DMITROV, Moscow region — A white Chinese car sat under a tarp on the concrete floor, its front maimed by a ruthless collision with a heavy cement cube just meters away in a government testing center here.
The vehicle was a Haima crossover, a brand that wants to return to Russia later this year with a new model.
Crash tests are part of the suite of services at the Central Automotive Research Institute's test center, an organization that most automakers — both foreign and domestic — have to reckon with to bring their products to market.
The center sprawls over 2,500 hectares, a territory that test center chief Denis Zagarin believes is probably larger than any of its European counterparts.
Thriving car sales have both local and foreign manufacturers expanding their safety testing with the local institute.
Most of the center's customers are foreign manufacturers, both the established Western and Japanese companies and the emerging Chinese rivals, Zagarin said.
AvtoVAZ, the top Russian automaker, runs its own testing operation. The other domestic automakers account for about a third of the center's workload.
The vehicles coming in from China are increasingly safer, Zagarin said. He recalled that 99 percent of automotive products from that country failed tests on their first attempt when he took charge of the center in 2008.
"We simply turned them away," he said in an interview last month. "The percentage is improving now. They are fast learners."
In addition to several car models, some of the other Chinese vehicles that won approvals at the center have brand names like Higer, a bus producer, and Foton, which makes light trucks. The test results for the Haima were confidential.
The tests for Western and Japanese imports do not have to be as comprehensive. The vehicles have the benefit of being compliant on most counts because Russia, as a party to a 1958 Geneva treaty, recognizes approvals issued in their countries of origin. The treaty introduced uniform technical requirements for wheeled vehicles.
The test center's business with Chinese vehicle manufacturers, like the Higer bus company, has been picking up. (Central Automotive Research Institute)
But Russia also has several indigenous rules, including one that sets a permitted level of fumes in a car's interior — pollution that could emanate from the plastic or upholstering.
"These are Russian standards, which were developed with an eye to Russian operational conditions," Zagarin said.
A Toyota spokeswoman confirmed that the company used the test center's services to clear the way for imports. Last year, three Toyota models underwent the additional examination, she said. The number varies from year to year, and grew to four models in the first four months of this year, she said.
Foreign producers that set up production units in the country are another major source of revenue for the automotive center, Zagarin said. Once in a while, it assesses their output for conformity of production, or the ability to meet the original manufacturing standards.
One thing that the center's engineers examine during these assessments is the reliability of welding, which depends on such conditions at the plant as air temperature and humidity, Zagarin said.
"There were cases when welding points broke up," he said. "Or the locally sourced steel didn't prove to be of identical quality, causing it to wrinkle in stiffness tests."
Vehicles of all types are subjected to punishing crashes to determine safety and reliability conformity. (Central Automotive Research Institute)
Domestic auto manufacturers that have enlisted the center's services include GAZ, which recently unveiled? a new model of Russia's ubiquitous light truck called Gazelle.
Contracts from Russian producers can stipulate a closer look at engines. LiAZ recently wanted to make sure they installed the foreign-made Cummings engines on their buses properly.
AvtoVAZ does work with Zagarin's center in some cases. It paid for a test of a prototype dual-fuel engine that could run on both gasoline and natural gas.The test is taking place as the government and Gazprom are leading a campaign to reshape the automotive fuel market by skewing it toward cleaner — and less expensive — natural gas.
It's not just cars that come under scrutiny at the center. Samara-based Prodmash submitted its bridge barrier for a test on a recent day last month. At a curve on a road at the facility, a large clunker of a bus slammed into the barrier at full speed, but didn't ram through it — a good sign for the company. What was left of the bus clattered alongside until coming to a halt.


- _THE PROBLEM_: Each line in the records that mentions the word "unsigned" needs to be listed.

- _THE DATA_:
_ _ _ _ _ _ _
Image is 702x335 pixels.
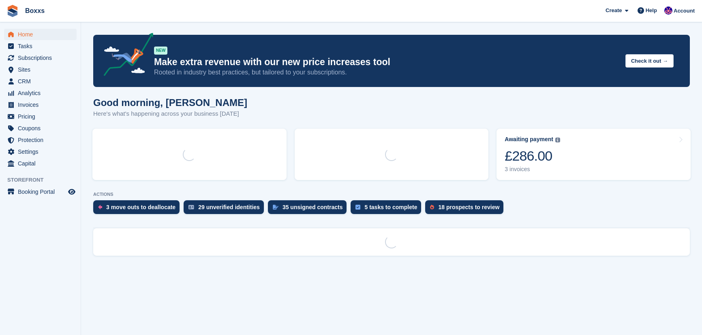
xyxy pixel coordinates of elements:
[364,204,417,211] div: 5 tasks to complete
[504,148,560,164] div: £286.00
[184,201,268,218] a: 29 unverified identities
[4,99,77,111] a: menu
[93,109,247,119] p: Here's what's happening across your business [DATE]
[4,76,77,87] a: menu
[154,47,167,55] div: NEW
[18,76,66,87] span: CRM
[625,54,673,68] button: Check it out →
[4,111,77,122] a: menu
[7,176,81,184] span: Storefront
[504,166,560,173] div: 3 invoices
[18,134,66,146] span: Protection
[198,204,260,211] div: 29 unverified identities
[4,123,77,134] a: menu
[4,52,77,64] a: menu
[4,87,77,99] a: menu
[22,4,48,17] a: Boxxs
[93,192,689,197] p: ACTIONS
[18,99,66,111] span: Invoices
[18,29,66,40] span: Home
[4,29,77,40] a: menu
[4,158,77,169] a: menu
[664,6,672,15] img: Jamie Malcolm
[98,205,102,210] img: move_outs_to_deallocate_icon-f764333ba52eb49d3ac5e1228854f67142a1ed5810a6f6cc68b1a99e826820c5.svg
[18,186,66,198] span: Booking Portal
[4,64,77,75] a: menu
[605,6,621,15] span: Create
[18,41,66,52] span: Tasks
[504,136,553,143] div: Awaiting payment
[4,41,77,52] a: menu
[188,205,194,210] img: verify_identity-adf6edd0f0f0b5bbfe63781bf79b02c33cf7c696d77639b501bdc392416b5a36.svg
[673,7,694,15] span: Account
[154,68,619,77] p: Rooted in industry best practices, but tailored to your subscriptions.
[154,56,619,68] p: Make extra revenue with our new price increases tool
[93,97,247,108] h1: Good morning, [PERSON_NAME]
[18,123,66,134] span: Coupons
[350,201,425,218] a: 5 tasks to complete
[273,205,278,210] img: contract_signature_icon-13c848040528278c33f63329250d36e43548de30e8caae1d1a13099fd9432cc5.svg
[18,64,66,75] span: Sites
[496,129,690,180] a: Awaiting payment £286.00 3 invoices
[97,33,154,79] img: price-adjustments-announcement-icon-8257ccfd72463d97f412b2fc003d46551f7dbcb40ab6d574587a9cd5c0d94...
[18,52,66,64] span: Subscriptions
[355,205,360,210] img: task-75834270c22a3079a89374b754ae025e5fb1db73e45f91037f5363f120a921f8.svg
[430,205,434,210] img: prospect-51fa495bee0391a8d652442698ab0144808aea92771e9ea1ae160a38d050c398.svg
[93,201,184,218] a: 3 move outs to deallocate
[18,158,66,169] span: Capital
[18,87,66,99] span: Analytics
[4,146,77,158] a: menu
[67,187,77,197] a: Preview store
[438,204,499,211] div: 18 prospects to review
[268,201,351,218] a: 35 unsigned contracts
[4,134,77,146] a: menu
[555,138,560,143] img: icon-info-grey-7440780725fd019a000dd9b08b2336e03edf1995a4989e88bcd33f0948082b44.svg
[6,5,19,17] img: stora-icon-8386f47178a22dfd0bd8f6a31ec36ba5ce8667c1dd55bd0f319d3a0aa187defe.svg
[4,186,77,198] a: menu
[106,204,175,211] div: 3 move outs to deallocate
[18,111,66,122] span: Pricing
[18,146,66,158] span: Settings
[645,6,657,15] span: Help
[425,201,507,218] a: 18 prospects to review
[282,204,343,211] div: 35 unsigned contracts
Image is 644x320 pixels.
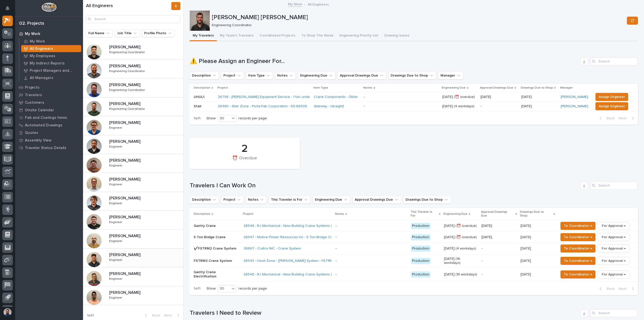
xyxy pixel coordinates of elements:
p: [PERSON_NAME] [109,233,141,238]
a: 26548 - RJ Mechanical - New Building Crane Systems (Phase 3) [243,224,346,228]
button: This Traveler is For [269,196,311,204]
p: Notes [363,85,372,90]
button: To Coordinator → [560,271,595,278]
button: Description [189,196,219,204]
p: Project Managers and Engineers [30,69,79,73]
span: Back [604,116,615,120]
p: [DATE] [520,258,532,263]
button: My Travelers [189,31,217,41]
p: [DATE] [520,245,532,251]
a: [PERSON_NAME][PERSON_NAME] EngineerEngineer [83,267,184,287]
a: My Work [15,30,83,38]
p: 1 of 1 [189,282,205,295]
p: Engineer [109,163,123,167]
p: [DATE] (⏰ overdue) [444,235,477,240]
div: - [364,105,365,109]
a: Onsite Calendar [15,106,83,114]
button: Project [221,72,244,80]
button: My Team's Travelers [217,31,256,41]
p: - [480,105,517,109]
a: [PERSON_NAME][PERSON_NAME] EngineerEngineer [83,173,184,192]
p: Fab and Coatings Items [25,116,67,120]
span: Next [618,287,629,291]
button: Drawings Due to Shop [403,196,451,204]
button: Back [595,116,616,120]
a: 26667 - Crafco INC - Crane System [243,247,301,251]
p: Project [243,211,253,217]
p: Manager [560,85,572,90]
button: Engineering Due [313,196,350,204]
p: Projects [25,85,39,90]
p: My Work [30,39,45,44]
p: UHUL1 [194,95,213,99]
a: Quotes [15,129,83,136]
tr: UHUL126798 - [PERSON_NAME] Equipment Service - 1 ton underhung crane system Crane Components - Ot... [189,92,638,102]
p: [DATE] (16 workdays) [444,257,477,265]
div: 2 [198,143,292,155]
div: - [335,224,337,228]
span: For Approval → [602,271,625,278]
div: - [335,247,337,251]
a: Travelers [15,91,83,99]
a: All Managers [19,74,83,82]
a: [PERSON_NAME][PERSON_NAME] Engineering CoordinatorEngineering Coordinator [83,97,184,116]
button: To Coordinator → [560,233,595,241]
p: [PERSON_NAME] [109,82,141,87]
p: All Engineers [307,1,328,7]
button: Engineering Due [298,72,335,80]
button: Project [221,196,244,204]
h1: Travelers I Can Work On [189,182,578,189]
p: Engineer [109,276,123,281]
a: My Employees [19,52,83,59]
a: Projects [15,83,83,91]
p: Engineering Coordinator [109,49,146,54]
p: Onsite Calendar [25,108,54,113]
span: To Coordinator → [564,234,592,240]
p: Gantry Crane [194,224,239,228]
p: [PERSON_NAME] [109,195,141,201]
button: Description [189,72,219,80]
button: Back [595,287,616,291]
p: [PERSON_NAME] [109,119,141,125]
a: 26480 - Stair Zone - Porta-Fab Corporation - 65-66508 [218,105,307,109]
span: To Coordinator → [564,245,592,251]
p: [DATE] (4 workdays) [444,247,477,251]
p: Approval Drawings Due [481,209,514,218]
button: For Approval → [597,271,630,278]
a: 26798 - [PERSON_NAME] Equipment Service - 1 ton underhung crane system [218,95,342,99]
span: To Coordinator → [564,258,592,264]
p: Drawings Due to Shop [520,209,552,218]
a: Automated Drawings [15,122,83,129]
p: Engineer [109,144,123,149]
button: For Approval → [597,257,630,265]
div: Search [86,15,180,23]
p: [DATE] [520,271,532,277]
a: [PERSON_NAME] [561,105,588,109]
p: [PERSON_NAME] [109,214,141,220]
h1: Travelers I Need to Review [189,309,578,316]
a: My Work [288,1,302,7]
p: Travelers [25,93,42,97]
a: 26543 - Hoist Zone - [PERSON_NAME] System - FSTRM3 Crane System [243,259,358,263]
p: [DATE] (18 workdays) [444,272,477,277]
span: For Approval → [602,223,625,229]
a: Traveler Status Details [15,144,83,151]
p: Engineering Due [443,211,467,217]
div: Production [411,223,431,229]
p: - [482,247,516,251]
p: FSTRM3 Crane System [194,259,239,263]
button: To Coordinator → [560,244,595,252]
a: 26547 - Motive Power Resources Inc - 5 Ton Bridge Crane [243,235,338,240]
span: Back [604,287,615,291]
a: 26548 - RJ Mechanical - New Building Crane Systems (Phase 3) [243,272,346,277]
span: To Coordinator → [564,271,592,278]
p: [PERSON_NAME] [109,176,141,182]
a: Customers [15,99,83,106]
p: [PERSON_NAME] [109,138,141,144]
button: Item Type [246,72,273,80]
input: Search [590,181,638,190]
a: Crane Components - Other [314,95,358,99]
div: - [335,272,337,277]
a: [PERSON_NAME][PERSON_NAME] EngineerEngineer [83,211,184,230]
_ _ _ _ _ _ _
- _REPLY_:
[268,201,351,218] a: 35 unsigned contracts
[282,204,343,211] div: 35 unsigned contracts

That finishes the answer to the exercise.